Private Information Retrieval in the Shuffle Model
Speaker
Host
Abstract
Private information retrieval (PIR) is a powerful cryptographic tool for building many interesting applications, like private search engines, private group chats and more. Although in recent years we have witnessed great strides towards efficient PIR both in theory (e.g., LMW23) and in practice (e.g., SimplePIR), the inherent lower bound of PIR prevents us from going further.
We consider PIR under "the shuffle model", where queries can be made anonymously by multiple clients. This model can also be viewed as a hybrid between the single-server and the two-server settings: one server holds the database and another server holds a secret permutation.
- On the theory side, we present the first PIR scheme in this model that has information-theoretic security and sublinear per-client communication.
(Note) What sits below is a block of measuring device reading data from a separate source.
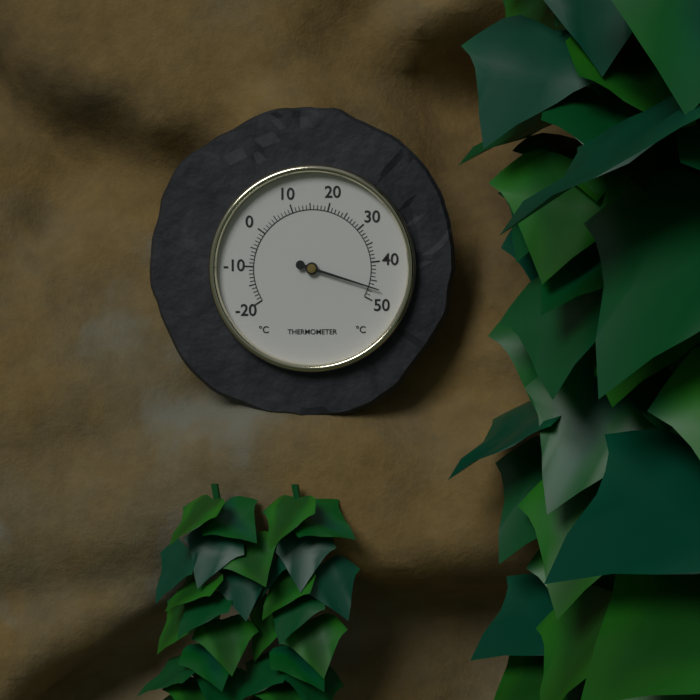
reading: 47 °C
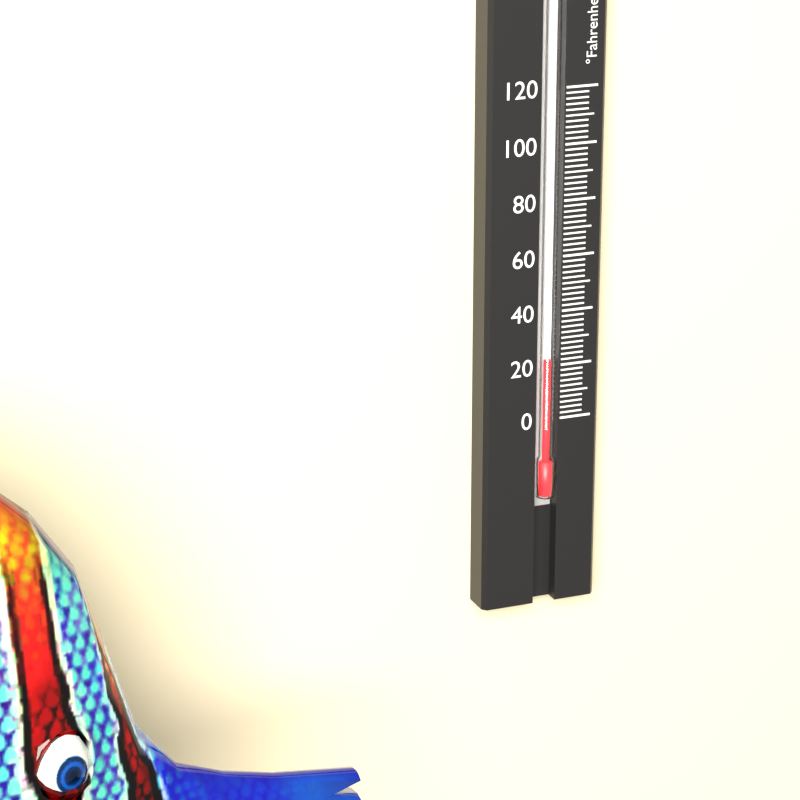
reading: 22 °F
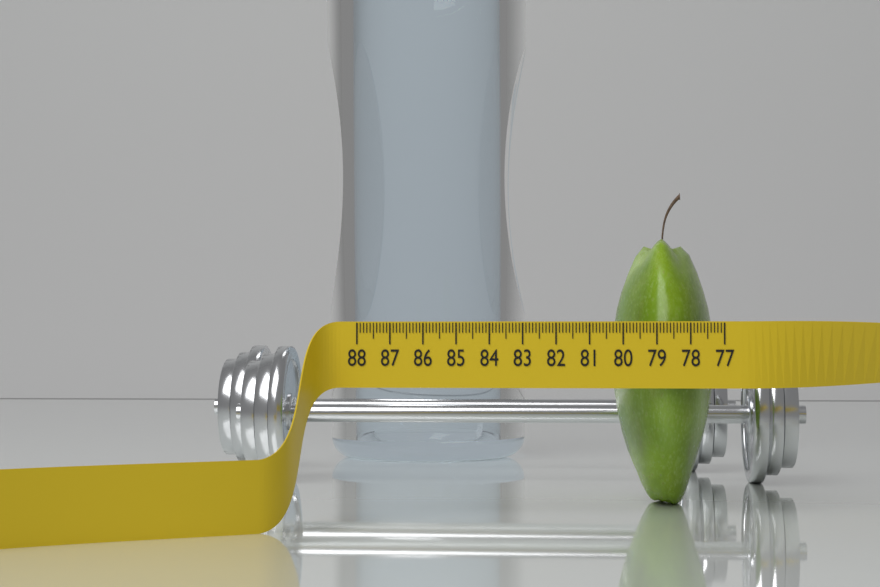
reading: 80.2 (no unit)
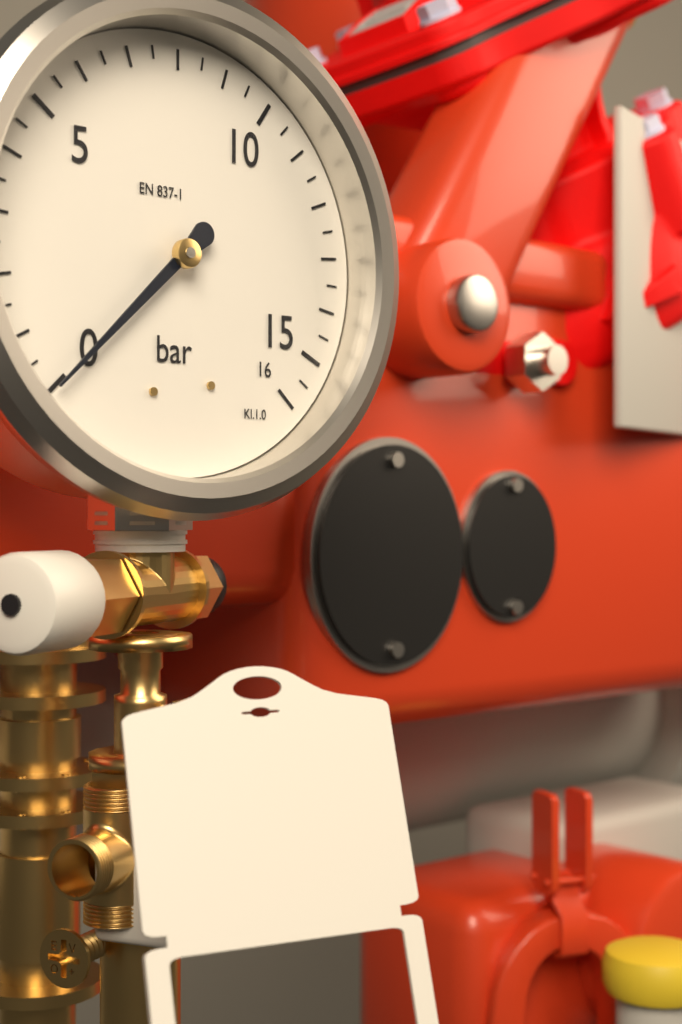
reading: 0.0 bar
In particular, for every γ > 0, the protocol has O(n^γ) communication and computation costs per (stateless) client, with 1/poly(n) statistical security, assuming that a size-n database is simultaneously accessed by poly(n) clients.
- On the practice side, we construct concretely efficient PIR in the shuffle model based on computational assumption LPN; even better efficiency follows from conjectured hardness of Multi-Disjoint Syndrome Decoding. In the batched query setting, this PIR scheme has ~20x improvement of throughput over the state-of-the-art single-server PIR schemes.
Finally, I will discuss a few interesting use cases of the shuffle model in other secure computation tasks.
This talk is based on joint works with Adrià Gascón, Yuval Ishai, Mahimna Kelkar, Daniel Lee, Baiyu Li, and Mariana Raykova.